It was enough to get you humming a few bars of Kum Ba Yah and searching through the wardrobe for a pair of high-waisted flared pants and platform shoes.
The good old days returned last week, when more than 300,000 Australians around the country took to the streets to express their disgust over global warming and our increasingly polluted planet.
Would have loved to have been there. But my hands were covered in blood.
I’d just spent a few hours trying to prise open a gift enclosed in incredibly stiff plastic packaging.
You know the sort. No obvious openings. Heat-sealed. Impenetrable to sharp blades, oxy-acetylene blowtorches and even the sharp tongue of a mother-in-law.
Damn thing left my hands and fingers shredded and made me pine for those good old days when the world wasn’t choking in plastic and layers of complex packaging.
A world that included the Tien Wah Café.
A Chinese takeaway joint, with a white dragon emblazoned across its front window, the Tien Wah Café was an exotic destination in the town in which I grew up, a once-every-few-months treat on a Saturday night.
The old man would head off in the Holden station wagon with a bunch of empty saucepans on the back seat.
He would return an hour or so later with an array of alluring and almost alien dishes; sweet and sour chicken in a rich, fatty batter, beef in an oily black bean sauce and enormous spring rolls the width and height of a telegraph pole, slathered in a sticky sweet red sauce.
We loved it. Of course, the dishes contained so much dehydrating MSG the family often spent the rest of the night attached to intravenous drips to prevent kidney failure.
But it was a small price to pay. And yes, for anyone under the age of 50, our takeaway containers were those saucepans.
That’s right.
There was a lot wrong with the world back in the late 1960s and early ‘70s – nuclear weapons were a real fear, the young and the innocent were dying in the Vietnam War and men were wearing pink velour shirts.
That world, however, hadn’t yet begun struggling for breath beneath a thick film of cling wrap.
We had Tupperware, which was expensive, while disposable picnic knives and forks were beginning to appear.
But plastic was not the ubiquitous item it is now, filling everything from our homes and cars to the bum cheeks and lips of Instagram models.
Our appetite for the stuff quickly became insatiable. Little wonder, too. Plastic only began being manufactured on an industrial scale in the early 1950s.
Within little more than a generation it transformed our lives, often for good.
You can sneer at its presence in our supermarkets, but plastic has given fresh food a much longer shelf life. You can ridicule multinational companies like Coca-Cola for producing more than 120 billion plastic bottles each year, but many of those containers also become the only portable form of water in the third world.
The medical breakthroughs, thanks to plastic instruments, are countless. Your car uses less fuel because plastic parts make it lighter. Same for planes and other heavy machinery.
But despite all the good it has accomplished – and let’s not be childish about this because plastic has been fantastic and undoubtedly saved millions of lives – many scientists are increasingly worrying about its adverse effects.
It’s a little like the good old days, when tobacco’s toxic by-products began showing up as tumours and doctors began sensing the link.
Half the plastic ever created has been produced in the past 15 years – much of it only used once before being discarded.
Eventually, millions of tonnes of it end up annually in that rapidly filling sink we call the ocean.
Scientists still have little idea how long it takes plastic to break up into its constituent molecules. Hundreds, perhaps thousands of years. In some cases, maybe never.
Instead, it breaks down into “microplastics” that are now found in every sea crevice and mountain peak on the planet, as well as in the lungs and bloodstreams of millions of creatures.
They are yet to be found in animal tissue, which is where so many potential problems could spring from.
But that is only because instruments to detect its presence are not yet advanced enough.
What sort of effect the additional chemicals added to plastic to give it flexibility and endurance remains unknown.
Yes, we have started taking steps – tiny ones – to reduce its presence, with token gestures like eradicating single-use supermarket plastic bags.
And we’re learning more about our grossly mismanaged recycling industry and how much of the refuse from our yellow bins ends up in landfill.
In fact, it’s reached the point where the only material genuinely being recycled with certainty these days are the rhythms, beats and lyrics of 1970s songs that are now being “sampled” by half the modern artists in the Top 40.
The reality is that almost half of the world’s plastic waste is being produced by just five nations – China, the Philippines, Vietnam, Sri Lanka and Indonesia.
Most of these countries, their waterways and beaches clogged with refuse, are now declining to take our garbage.
And given the spineless measures taken at state and federal government level to construct a meaningful recycling industry, we are now left with a mountain of our own plastic destined for landfills around the country.
It’s a bleak outlook. Perhaps the only positive is that in 1000 years’ time, archaeologists of the future peering into vast pits of plastic bottles will at least know we were the most hydrated society in history.
But for now we are left with largely symbolic measures. Saucepans for takeaway, anyone?
The post Garry Linnell: Plastic is actually fantastic, we just need to recycle it properly appeared first on The New Daily.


Problem: Within the listing below, filter for "millions" and copy every matching line.

Data section:

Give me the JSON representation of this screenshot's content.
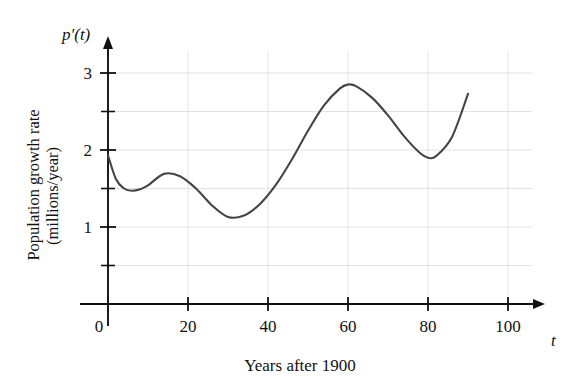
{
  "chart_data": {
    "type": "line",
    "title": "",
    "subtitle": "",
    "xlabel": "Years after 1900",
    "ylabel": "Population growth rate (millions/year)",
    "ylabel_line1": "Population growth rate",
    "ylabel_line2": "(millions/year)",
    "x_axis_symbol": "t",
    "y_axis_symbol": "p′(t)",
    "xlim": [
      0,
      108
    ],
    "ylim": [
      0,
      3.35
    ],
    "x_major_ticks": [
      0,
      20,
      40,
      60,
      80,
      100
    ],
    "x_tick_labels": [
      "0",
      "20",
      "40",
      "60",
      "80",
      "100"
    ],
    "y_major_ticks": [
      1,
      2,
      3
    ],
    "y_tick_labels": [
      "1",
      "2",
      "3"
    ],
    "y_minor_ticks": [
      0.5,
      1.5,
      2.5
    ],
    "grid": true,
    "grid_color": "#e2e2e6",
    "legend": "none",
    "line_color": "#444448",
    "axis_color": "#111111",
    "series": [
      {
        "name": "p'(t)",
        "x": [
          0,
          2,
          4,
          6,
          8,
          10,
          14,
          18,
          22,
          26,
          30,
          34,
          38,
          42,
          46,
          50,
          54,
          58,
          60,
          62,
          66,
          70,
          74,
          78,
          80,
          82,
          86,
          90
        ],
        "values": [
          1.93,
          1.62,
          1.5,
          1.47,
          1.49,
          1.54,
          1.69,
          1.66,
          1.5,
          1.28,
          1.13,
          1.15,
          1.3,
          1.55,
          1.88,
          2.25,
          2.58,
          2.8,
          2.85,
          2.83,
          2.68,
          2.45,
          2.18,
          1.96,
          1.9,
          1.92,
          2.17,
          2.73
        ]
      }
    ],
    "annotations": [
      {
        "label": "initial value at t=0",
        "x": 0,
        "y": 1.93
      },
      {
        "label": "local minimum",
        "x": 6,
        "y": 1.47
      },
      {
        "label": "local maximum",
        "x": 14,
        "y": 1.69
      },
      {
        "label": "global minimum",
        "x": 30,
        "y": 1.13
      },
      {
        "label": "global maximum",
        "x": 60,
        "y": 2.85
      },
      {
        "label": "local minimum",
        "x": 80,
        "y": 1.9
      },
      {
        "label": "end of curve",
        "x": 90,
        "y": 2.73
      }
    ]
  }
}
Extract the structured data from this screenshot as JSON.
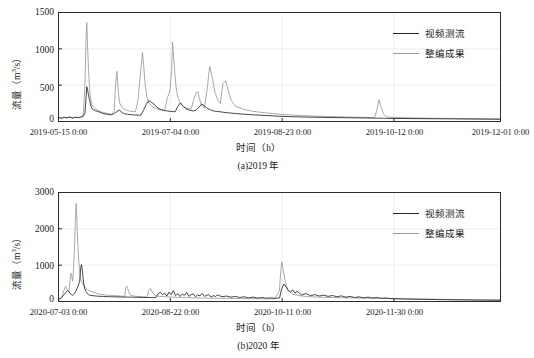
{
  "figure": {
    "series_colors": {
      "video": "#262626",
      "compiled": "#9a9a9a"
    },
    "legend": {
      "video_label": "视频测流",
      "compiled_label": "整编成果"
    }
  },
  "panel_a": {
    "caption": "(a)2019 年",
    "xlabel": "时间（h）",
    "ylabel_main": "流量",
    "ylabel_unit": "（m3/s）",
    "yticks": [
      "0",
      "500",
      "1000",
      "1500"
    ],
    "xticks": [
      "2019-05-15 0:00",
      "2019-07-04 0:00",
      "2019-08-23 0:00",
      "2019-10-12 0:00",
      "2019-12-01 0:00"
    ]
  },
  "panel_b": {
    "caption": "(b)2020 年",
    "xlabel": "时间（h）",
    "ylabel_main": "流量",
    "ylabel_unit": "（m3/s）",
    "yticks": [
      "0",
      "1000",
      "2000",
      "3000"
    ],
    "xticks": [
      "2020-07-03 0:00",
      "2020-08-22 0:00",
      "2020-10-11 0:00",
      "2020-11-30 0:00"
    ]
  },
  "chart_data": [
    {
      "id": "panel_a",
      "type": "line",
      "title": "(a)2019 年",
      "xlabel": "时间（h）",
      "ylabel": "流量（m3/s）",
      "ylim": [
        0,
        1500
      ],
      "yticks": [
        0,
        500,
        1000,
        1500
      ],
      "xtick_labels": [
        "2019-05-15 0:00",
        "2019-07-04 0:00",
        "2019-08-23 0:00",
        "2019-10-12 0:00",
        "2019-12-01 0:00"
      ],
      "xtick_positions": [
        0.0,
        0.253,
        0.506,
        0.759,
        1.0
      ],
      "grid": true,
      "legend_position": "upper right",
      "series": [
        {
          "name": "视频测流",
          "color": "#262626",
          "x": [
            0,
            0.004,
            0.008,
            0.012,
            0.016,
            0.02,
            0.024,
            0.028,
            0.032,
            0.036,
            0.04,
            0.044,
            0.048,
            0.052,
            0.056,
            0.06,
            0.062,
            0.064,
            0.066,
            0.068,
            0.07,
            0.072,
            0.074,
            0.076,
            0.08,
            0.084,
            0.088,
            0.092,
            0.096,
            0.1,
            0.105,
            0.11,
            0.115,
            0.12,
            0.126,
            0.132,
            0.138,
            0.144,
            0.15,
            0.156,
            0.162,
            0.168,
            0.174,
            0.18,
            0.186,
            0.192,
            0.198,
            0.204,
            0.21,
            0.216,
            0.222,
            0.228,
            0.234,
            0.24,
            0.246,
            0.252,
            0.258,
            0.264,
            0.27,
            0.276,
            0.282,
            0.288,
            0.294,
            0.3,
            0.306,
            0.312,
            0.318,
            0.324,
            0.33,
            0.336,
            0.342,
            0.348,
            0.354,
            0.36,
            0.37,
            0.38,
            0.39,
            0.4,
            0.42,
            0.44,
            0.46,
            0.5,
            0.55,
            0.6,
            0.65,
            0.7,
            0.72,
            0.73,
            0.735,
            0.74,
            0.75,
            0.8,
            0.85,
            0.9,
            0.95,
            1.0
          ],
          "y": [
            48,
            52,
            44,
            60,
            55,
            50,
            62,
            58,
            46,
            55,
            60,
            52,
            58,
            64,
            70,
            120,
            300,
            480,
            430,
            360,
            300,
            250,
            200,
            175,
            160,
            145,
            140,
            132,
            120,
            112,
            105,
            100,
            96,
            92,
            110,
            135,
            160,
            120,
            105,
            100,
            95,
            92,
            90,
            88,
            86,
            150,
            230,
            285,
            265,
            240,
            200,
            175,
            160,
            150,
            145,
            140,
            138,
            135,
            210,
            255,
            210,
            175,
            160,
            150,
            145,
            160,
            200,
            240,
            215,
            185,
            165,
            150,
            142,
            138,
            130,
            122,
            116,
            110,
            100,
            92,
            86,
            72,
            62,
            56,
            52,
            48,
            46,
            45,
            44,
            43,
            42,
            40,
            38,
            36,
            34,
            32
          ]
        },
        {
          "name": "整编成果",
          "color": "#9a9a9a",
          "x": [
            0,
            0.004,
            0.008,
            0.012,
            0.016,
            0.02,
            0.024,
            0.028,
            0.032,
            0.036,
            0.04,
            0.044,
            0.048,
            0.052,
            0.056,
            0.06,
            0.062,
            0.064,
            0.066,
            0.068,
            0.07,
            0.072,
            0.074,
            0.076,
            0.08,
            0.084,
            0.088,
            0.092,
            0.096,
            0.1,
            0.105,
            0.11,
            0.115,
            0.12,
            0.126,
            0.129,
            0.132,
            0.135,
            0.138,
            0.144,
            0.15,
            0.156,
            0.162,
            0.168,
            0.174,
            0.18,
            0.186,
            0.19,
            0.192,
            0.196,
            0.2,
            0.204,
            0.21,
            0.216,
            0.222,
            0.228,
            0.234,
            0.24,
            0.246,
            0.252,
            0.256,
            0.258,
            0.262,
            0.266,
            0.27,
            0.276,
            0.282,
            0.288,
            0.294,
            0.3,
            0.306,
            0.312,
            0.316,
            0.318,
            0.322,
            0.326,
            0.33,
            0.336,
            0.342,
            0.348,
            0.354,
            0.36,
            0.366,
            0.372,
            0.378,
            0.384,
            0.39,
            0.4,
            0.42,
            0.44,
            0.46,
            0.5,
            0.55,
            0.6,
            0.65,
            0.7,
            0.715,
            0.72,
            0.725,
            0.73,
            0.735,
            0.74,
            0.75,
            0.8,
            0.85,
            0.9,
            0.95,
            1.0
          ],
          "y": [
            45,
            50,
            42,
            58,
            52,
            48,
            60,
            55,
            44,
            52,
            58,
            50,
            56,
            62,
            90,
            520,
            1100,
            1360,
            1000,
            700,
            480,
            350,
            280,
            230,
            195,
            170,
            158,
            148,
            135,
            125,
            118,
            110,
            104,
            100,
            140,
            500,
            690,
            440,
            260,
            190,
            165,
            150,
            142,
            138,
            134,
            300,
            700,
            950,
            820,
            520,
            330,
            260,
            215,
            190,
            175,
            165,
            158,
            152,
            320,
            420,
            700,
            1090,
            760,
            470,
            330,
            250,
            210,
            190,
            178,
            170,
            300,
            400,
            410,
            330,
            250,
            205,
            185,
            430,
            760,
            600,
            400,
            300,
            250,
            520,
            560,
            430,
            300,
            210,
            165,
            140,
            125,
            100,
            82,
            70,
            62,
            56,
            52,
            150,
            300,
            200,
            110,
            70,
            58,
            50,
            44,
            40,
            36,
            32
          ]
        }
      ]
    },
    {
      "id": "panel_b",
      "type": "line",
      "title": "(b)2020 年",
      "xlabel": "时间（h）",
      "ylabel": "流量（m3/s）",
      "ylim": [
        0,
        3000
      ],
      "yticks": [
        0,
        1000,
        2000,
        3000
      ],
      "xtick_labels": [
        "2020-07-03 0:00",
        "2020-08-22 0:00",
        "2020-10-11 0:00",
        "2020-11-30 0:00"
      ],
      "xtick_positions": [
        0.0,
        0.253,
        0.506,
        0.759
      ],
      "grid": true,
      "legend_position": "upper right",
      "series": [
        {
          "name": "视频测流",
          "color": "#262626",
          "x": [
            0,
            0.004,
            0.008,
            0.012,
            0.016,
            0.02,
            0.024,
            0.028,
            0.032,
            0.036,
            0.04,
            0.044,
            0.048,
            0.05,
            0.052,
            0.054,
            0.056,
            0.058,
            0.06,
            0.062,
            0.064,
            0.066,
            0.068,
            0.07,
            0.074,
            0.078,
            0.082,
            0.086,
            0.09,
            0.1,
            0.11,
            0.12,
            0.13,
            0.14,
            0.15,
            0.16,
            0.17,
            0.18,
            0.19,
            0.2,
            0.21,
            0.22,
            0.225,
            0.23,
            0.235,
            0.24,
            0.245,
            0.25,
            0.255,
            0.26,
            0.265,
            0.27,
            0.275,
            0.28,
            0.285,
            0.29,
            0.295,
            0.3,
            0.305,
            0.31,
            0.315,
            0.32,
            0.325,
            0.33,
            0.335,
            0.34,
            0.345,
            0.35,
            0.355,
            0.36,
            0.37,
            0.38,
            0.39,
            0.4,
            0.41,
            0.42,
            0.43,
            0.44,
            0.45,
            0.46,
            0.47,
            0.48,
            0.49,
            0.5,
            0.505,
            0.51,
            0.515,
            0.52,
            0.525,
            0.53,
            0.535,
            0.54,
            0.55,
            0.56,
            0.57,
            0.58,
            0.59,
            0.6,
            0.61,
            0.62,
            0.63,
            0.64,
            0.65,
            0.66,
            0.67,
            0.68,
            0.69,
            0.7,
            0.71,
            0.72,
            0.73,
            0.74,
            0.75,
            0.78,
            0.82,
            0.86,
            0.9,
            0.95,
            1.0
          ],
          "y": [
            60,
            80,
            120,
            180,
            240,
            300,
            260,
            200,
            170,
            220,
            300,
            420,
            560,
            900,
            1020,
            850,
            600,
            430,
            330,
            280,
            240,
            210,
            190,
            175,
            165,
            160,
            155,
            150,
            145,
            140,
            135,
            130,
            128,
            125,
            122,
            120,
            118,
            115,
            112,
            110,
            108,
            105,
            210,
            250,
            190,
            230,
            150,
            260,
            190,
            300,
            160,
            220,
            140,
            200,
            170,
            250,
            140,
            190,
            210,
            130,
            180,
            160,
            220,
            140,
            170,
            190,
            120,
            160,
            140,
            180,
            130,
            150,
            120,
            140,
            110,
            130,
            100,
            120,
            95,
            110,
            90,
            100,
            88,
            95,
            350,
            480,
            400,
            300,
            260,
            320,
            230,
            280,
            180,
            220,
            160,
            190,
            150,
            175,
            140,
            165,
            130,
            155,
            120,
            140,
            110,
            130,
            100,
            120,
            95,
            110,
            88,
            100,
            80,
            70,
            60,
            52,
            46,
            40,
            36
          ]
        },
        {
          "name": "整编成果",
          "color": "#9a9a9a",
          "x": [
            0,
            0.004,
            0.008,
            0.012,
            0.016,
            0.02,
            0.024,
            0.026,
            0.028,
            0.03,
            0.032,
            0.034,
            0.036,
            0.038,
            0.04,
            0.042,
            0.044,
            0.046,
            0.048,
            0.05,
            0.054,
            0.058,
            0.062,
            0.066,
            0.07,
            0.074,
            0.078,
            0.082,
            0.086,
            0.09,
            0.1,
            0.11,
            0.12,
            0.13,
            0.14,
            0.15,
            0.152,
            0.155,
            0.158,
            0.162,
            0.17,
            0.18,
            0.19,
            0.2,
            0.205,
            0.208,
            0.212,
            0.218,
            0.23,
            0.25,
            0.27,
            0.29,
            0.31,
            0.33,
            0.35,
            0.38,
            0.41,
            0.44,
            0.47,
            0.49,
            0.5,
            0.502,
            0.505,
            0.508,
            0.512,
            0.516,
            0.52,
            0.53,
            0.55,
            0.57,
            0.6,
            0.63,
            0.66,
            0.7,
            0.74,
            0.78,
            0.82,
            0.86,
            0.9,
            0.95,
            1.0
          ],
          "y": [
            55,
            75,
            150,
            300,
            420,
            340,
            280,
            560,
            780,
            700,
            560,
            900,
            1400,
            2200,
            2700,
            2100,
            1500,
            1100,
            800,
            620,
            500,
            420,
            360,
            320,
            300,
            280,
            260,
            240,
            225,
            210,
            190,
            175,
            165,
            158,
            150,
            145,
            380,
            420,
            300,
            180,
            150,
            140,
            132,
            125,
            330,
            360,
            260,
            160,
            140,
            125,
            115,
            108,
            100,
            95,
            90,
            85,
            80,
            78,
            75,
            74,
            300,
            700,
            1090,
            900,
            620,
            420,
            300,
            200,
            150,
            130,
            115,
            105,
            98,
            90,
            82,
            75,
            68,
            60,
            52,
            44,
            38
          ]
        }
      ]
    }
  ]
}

Exercise response:
    "ylabel": "Population growth rate (millions/year)",
    "ylabel_line2": "(millions/year)",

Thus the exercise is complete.